The fact is there is a print industry primed to publish and manufacture books and to date there isn’t one in place to offer writers the incentive to produce new media projects. I will never make money off of ISO, and this I accept. It was a story I wanted to tell and my ability to utilize certain resources meant making it a not-for-profit work. Every year we are moving more toward a new media-friendly society, with stories in the form of cell phone apps and whatnot. As the nature of reading and stories change through the generations so will the skills required of its storytellers.

  1. NEW MEDIA LIT AS STILL FAIRLY UNPUBLISHABLE

Last but not least, to date I haven’t been able to find a proper home for ISO in any online literary journal, though not for lack of trying. Though it’s generated some interest from a few editors, in the end they all apologized and let me down softly, claiming they can’t do much with it since technically it’s already published as an external site. And with no way to conceivably publish it, it’s been pretty much impossible to market. You, dear readers, may be the only one ever to see it.

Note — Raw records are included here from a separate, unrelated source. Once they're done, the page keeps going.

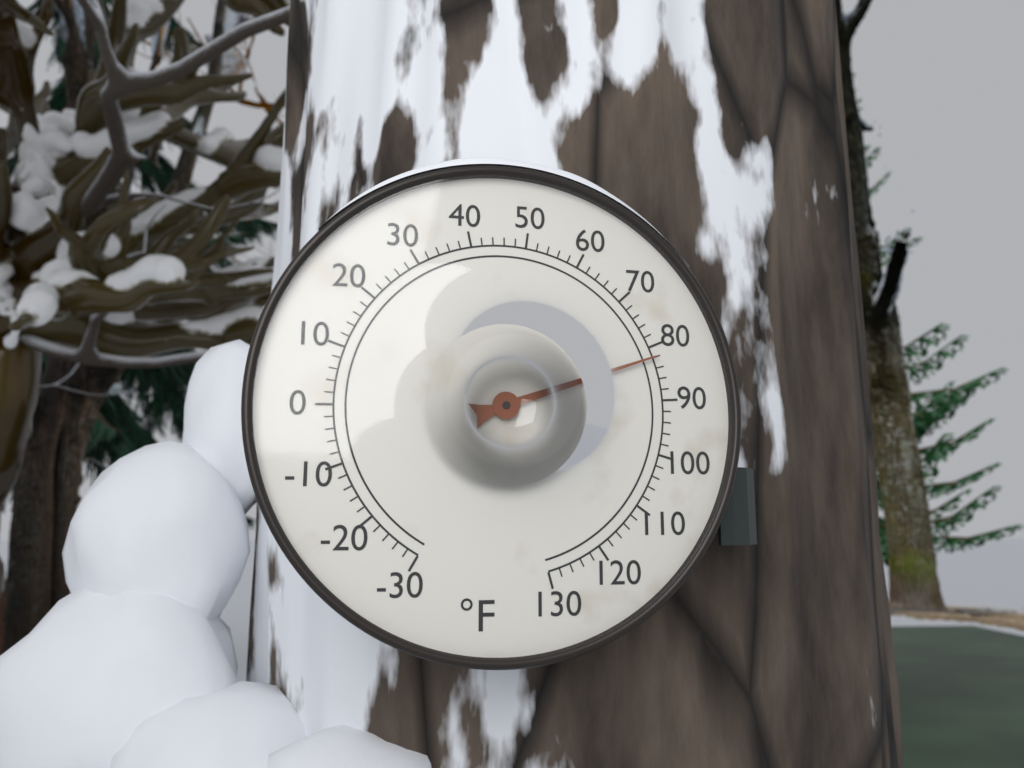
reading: 82 °F
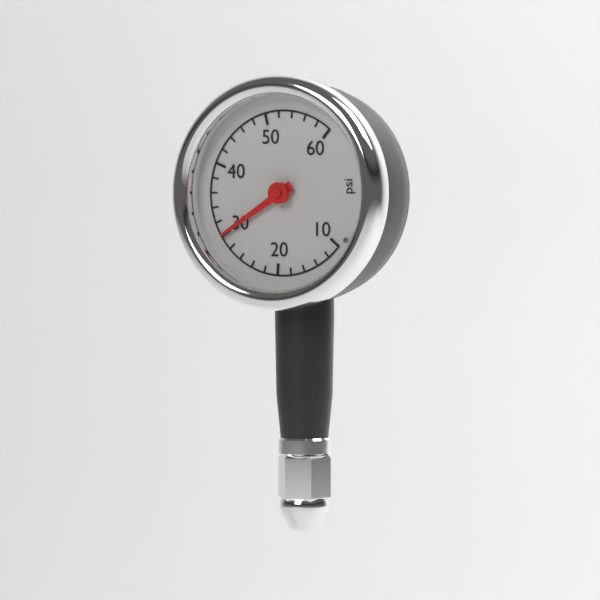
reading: 30 psi
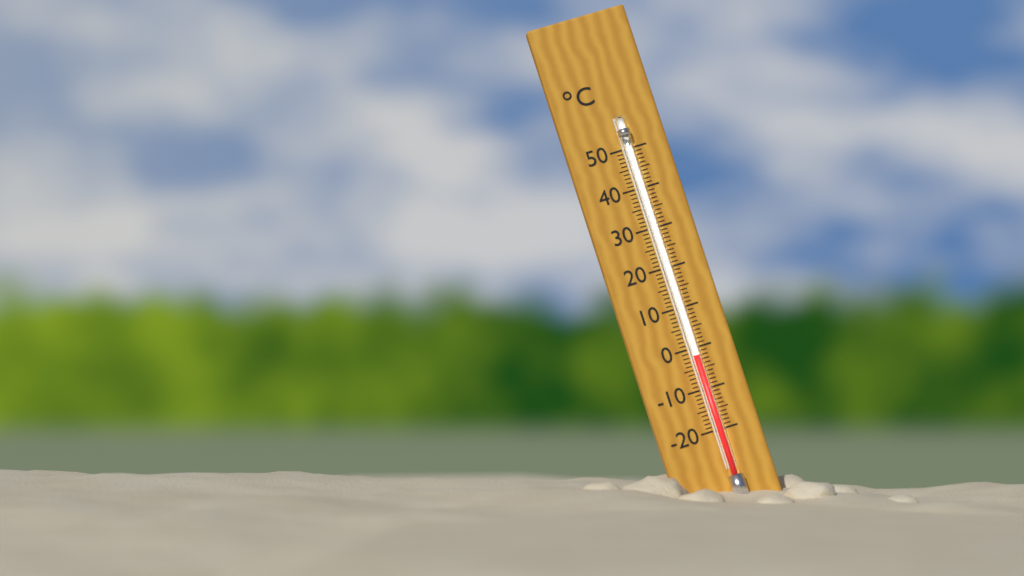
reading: -2 °C
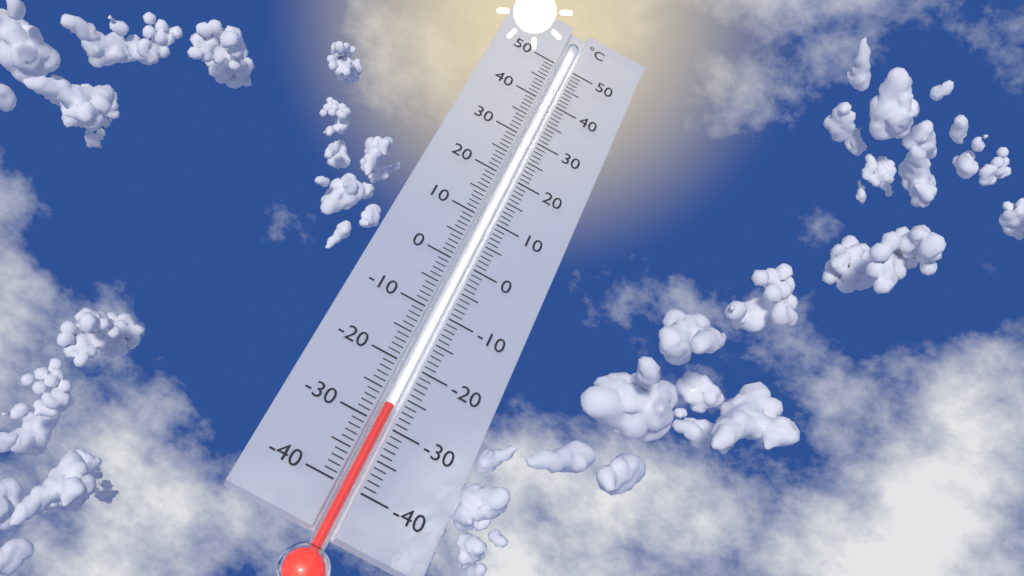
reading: -27 °C
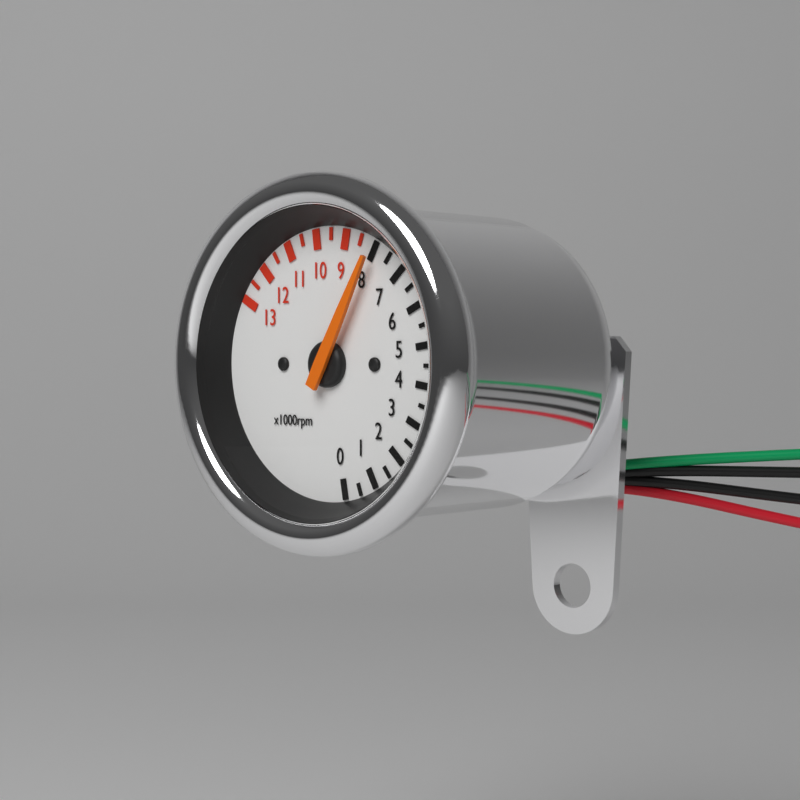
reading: 8000 rpm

These are just a few of the things to consider when tackling a new media project, or perhaps problems to be solved. Though it’s been out there for a while, lurking, waiting for its champions, new media writing is still very much an emerging genre that may never emerge. In the future, who knows whether or not writers will be equal parts wordsmith and equal parts multimedia wizard. It’s still too early to tell, but one thing is for sure: there is a certain thrill to working in new media that justifies the pursuit in spite of its undeniable frustrations.